1 About Financial Crimes and Compliance Management
This chapter describes Oracle Financial Services Financial Crimes and Compliance Management (FCCM) applications, how they are used by financial institutions and what a typical workflow would be.
In today's complex banking environment, there are many different factors that financial institutions must address to deter crime, safeguard their reputation, increase efficiency, minimize risk, and comply with regulatory agencies.
- Anti-Money Laundering Enterprise Edition (AML EE) monitors transactions to
identify possible money-laundering activities. These scenarios consider whether
the geographical location or entities involved warrant enhanced scrutiny;
monitor activity between accounts, customers, correspondents, and other entities
to reveal relationships that could indicate efforts to launder funds; address
sudden, significant changes in transaction activity that could indicate money
laundering or fraud; and detect other types of activities that are considered
potentially suspicious or indicative of money laundering.
For example, the Journals Between Unrelated Accounts scenario detects accounts that conduct journal transactions, within a specified period, to one or more accounts that do not share tax identifiers, do not share a customer, are not in the same household, and are not known to have a formal relationship. This behavior might indicate that money launderers have established a number of accounts using aliases or slightly different identifying information, and then moving money between accounts as part of a layering strategy, often consolidating the funds in a single account before removing them from the institution.
- Know Your Customer (KYC) assesses the risk associated with a customer by considering different attributes of the customer and enables financial institutions to perform Due Diligence, Enhanced Due Diligence, and continuous monitoring of customers. Cases generated in Know Your Customer can be managed within Enterprise Case Management to track investigations until they have been resolved or reported to the appropriate regulatory authorities.
- Enterprise Fraud Management (EFM) detects behaviors and patterns that evolve
over time and are indicative of sophisticated, complex fraud activity. These
scenarios monitor check and deposit / withdrawal activity, electronic payments,
such as funds transfer and payments completed through clearing house (ACH)
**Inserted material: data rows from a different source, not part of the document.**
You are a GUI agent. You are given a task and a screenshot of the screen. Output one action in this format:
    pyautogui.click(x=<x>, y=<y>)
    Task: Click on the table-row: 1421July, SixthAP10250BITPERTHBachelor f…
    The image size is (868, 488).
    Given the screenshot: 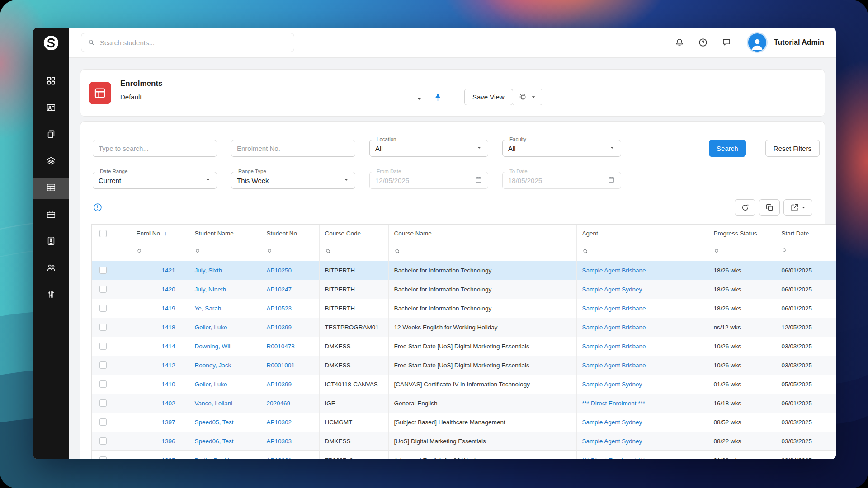 What is the action you would take?
    pyautogui.click(x=464, y=270)
    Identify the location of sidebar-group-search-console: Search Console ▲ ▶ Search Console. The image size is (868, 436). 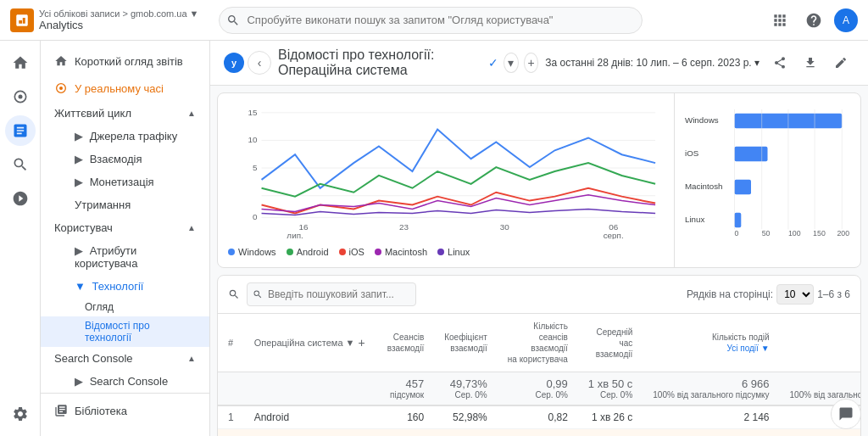
(125, 370).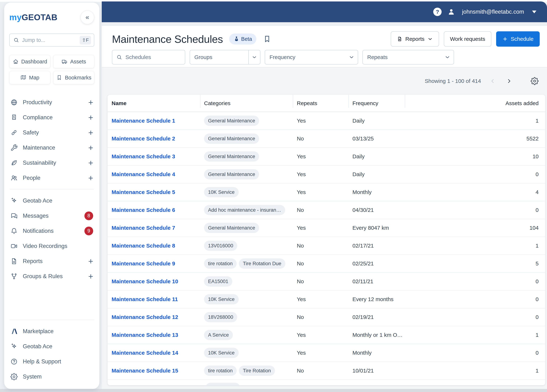  I want to click on column-header-frequency: Frequency, so click(377, 103).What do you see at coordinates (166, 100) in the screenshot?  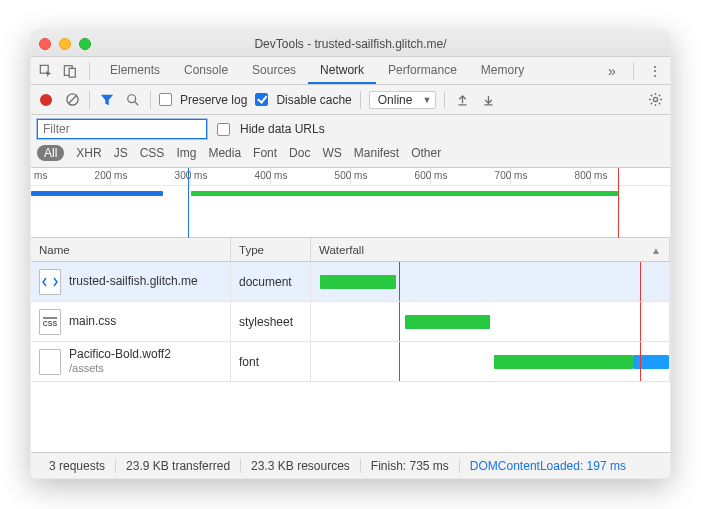 I see `preserve-log-checkbox` at bounding box center [166, 100]. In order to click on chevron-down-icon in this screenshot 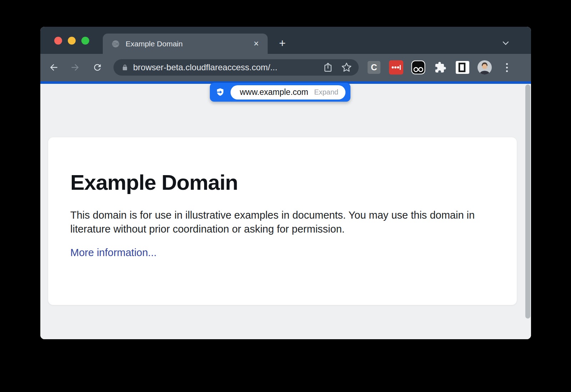, I will do `click(506, 43)`.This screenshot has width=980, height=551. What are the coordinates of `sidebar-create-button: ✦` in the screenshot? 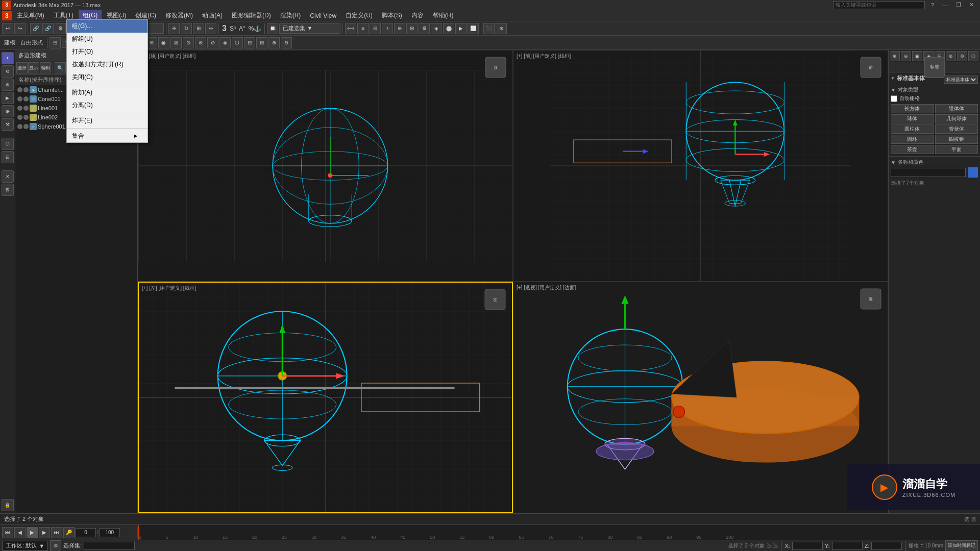 It's located at (8, 58).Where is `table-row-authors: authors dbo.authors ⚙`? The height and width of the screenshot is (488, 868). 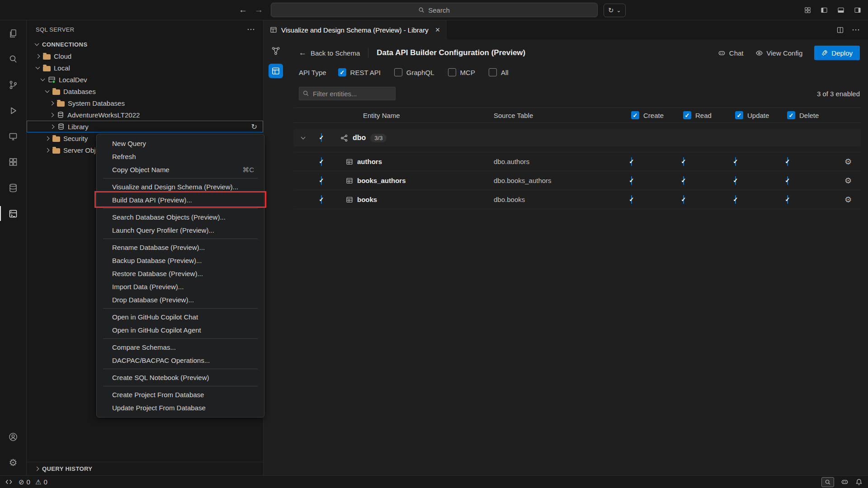
table-row-authors: authors dbo.authors ⚙ is located at coordinates (577, 162).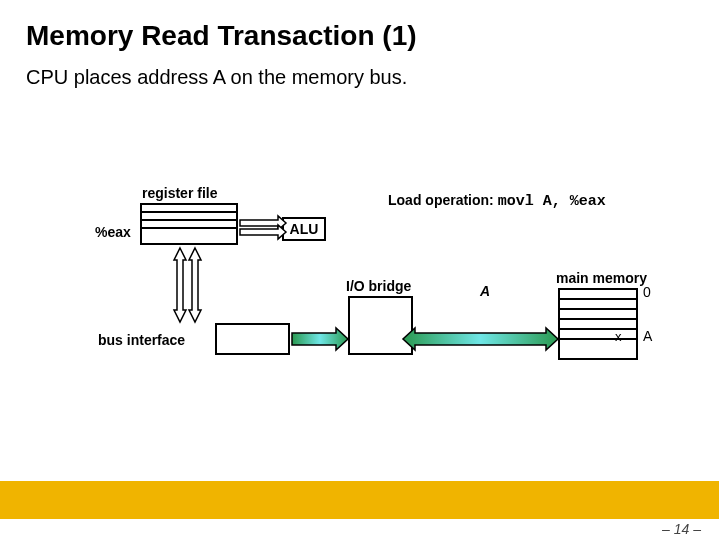 The width and height of the screenshot is (719, 539). I want to click on bus-interface-label: bus interface, so click(142, 340). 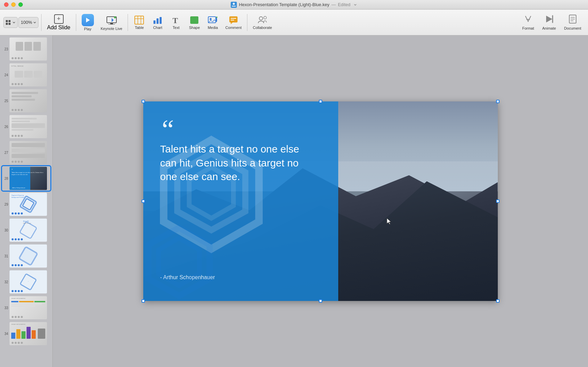 What do you see at coordinates (158, 22) in the screenshot?
I see `chart-button: Chart` at bounding box center [158, 22].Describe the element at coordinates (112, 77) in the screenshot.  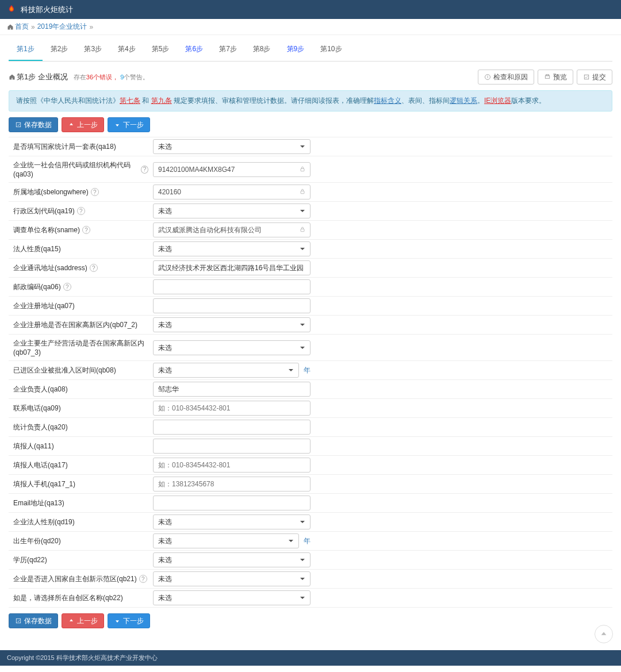
I see `section-stats: 存在36个错误， 9个警告。` at that location.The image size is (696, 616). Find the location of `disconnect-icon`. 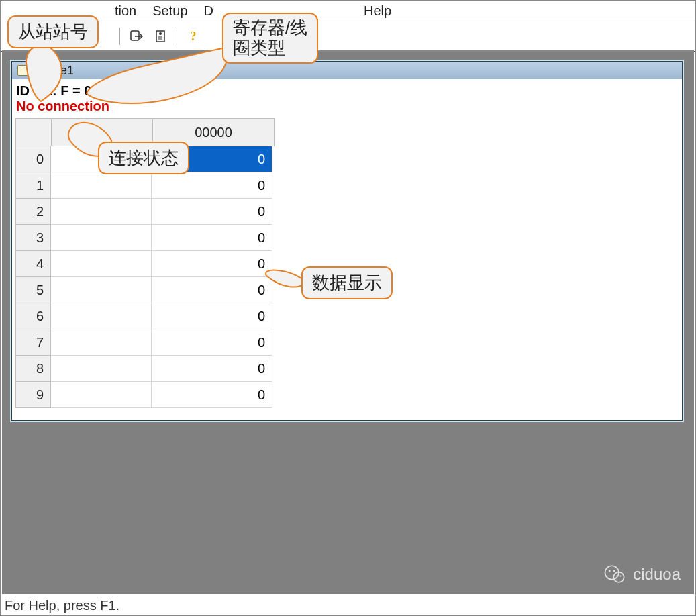

disconnect-icon is located at coordinates (136, 36).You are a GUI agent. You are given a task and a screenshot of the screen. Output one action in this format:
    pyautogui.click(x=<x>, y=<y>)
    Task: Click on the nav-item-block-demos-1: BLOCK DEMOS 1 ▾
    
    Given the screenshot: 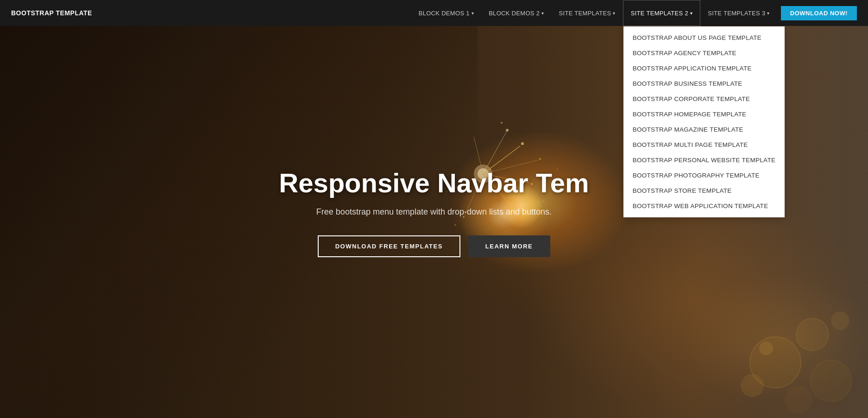 What is the action you would take?
    pyautogui.click(x=447, y=13)
    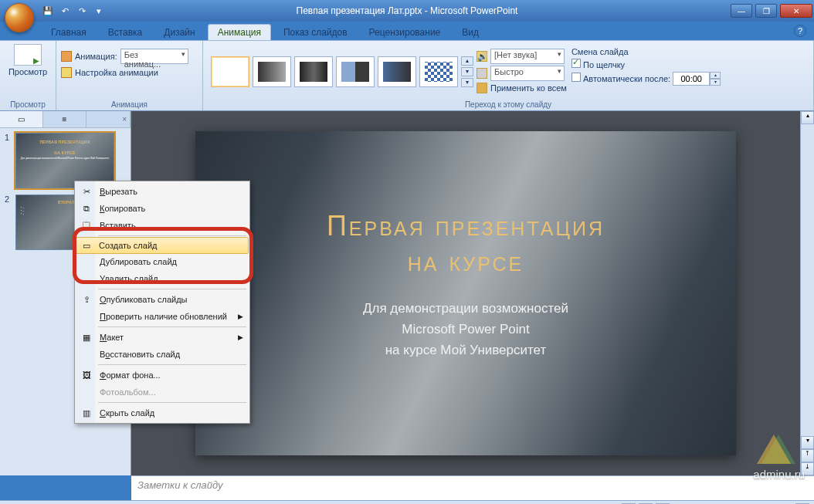 The height and width of the screenshot is (504, 814). Describe the element at coordinates (162, 191) in the screenshot. I see `menu-item: ✂Вырезать` at that location.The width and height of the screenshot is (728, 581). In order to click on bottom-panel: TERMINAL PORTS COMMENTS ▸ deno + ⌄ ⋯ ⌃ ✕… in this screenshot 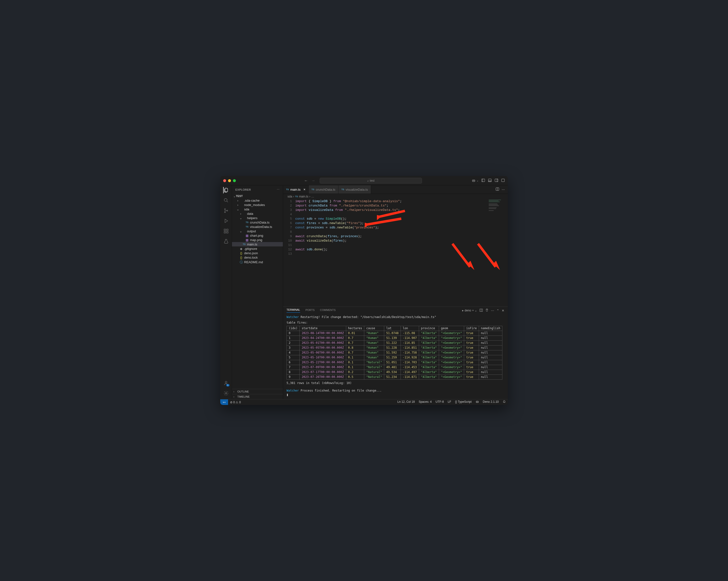, I will do `click(395, 353)`.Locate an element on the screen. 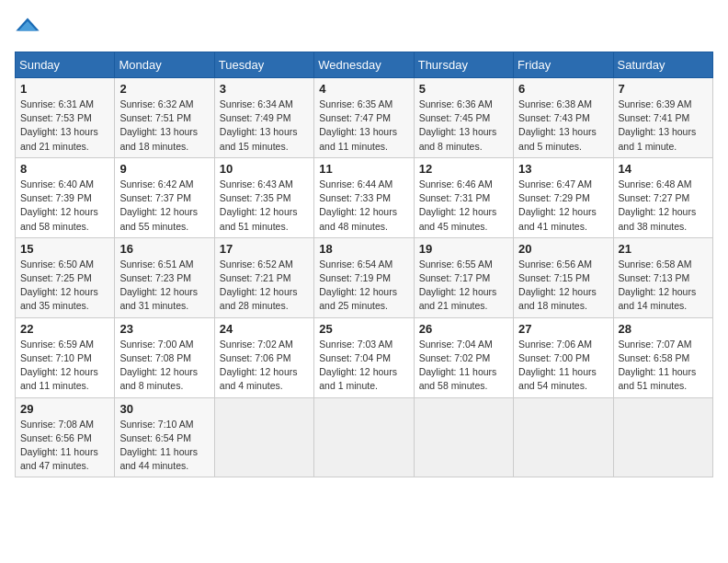  day-detail: Sunrise: 6:52 AMSunset: 7:21 PMDaylight:… is located at coordinates (259, 285). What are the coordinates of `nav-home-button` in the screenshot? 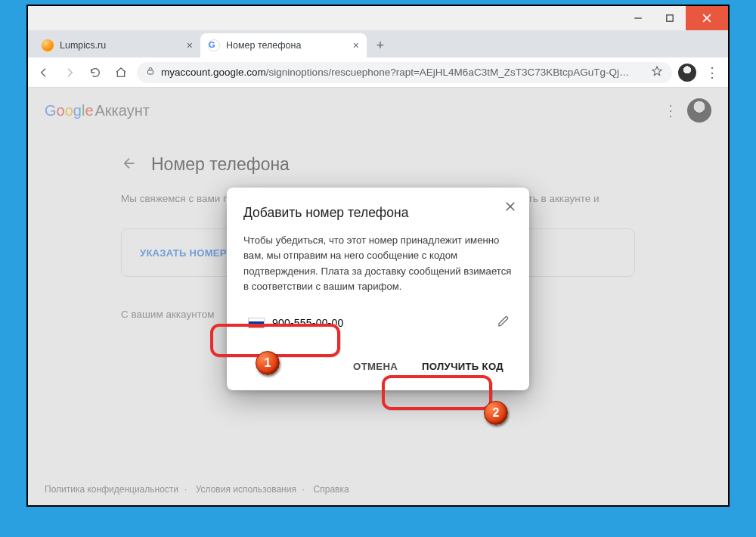 It's located at (121, 73). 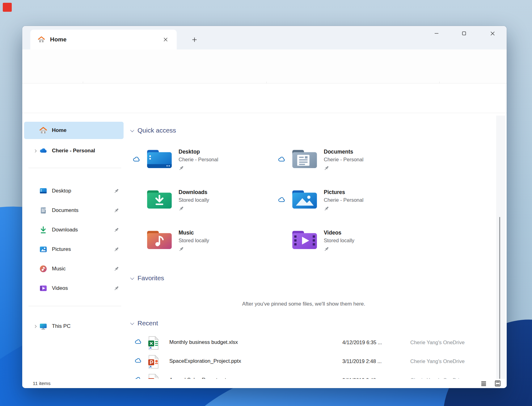 I want to click on music-icon, so click(x=43, y=269).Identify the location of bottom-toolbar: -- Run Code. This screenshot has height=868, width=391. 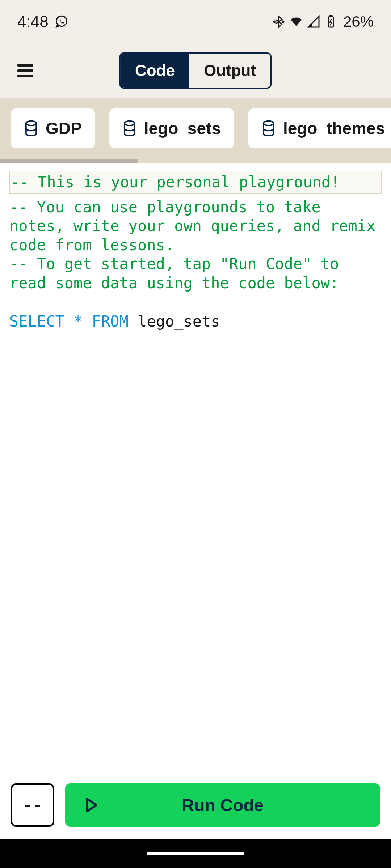
(196, 806).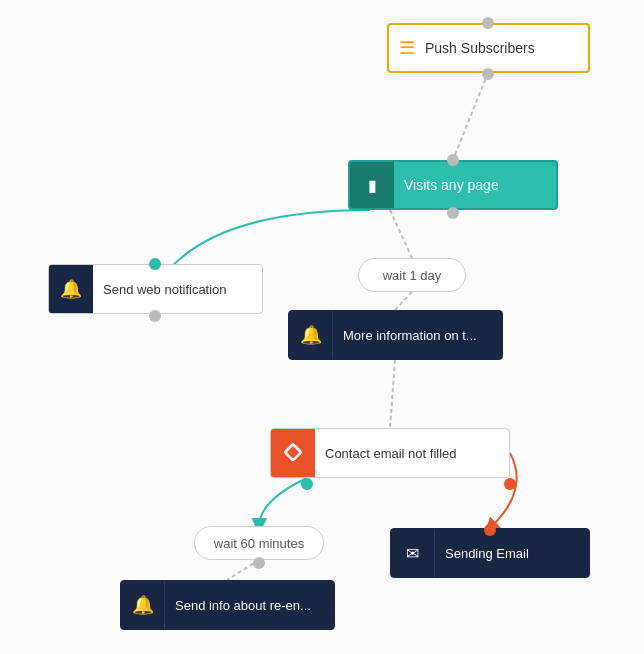  What do you see at coordinates (510, 484) in the screenshot?
I see `dot-contact-right` at bounding box center [510, 484].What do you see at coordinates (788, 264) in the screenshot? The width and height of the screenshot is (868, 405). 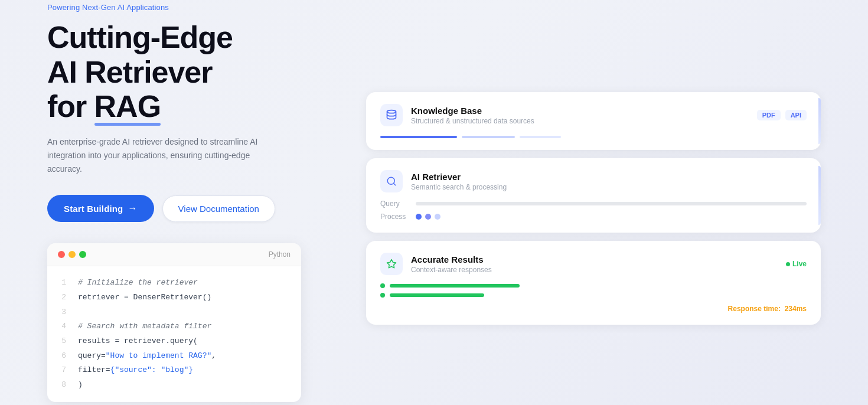 I see `live-dot` at bounding box center [788, 264].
mechanisms, and ATM and Bank Card to identify patterns of activities that could
be indicate fraud, counterfeiting or kiting schemes, identity theft or account
takeover schemes. Fraud scenarios also monitor employee transactions to identify
situations in which employees, acting as insiders, take advantage of access to
proprietary customer and account information to defraud the financial
institution's customers.
For example, the Excessive Withdrawals at Multiple Locations scenario monitors a sudden increase in a customer’s withdrawals at ATMs that may indicate money laundering, terrorist financing, or an account takeover.
- Oracle Financial Services Currency Transaction Reporting (CTR) analyzes
transaction data from the organization and identifies any suspicious activities
within the institution that may lead to fraud or money laundering and must be
reported to the regulatory authorities. Currency Transaction Reports (CTRs) are
created either at the branches or through the end of day files, where the CTR
application aggregates multiple transactions performed at the branch, ATMs and
Vaults. Oracle Financial Services Currency Transaction Reporting then helps the
organization file the CTR online with the U.S. Financial Crimes Enforcement
Network (FinCEN) using a discreet form or uploaded in a batch form in a specific
text file format.
Unlike alerts for other Oracle Financial Services Behavior Detection products such as Anti-Money Laundering and Fraud which appear in an Alert Management user interface, CTR alerts are automatically processed and converted into CTR reports or Monetary Instrument Log reports which can be worked through the CTR user interface.
For example, the Bank Secrecy Act Currency Transaction Report scenario detects activity meeting the requirements for filing a Bank Secrecy Act Currency Transaction Report (CTR) and reconciles alerts generated by this scenario which are considered batch CTRs with Branch CTRs. The resulting CTRs are prepared for electronic filing in accordance with FinCEN's BSA Electronic Filing Requirements for Bank Secrecy Act Currency Transaction Report (BSA CTR).
- Enterprise Case Management (ECM) manages and tracks the investigation and resolution of cases related to one or more business entities involved in potentially suspicious behavior. Cases can be manually created within Enterprise Case Management or your firm may integrate other Oracle Financial Services solutions, such as Behavior Detection and Know Your Customer, which can be used to create cases.
- Regulatory Reporting supports the management, delivery, and resolution of required regulatory reports across multiple geographic regions and financial lines of business. Organizations are required to analyze and report any suspicious activities that may lead to fraud or money laundering within the institution to regulatory authorities.
Functions
Workflow
Detailed information about these processes is available in the user documentation.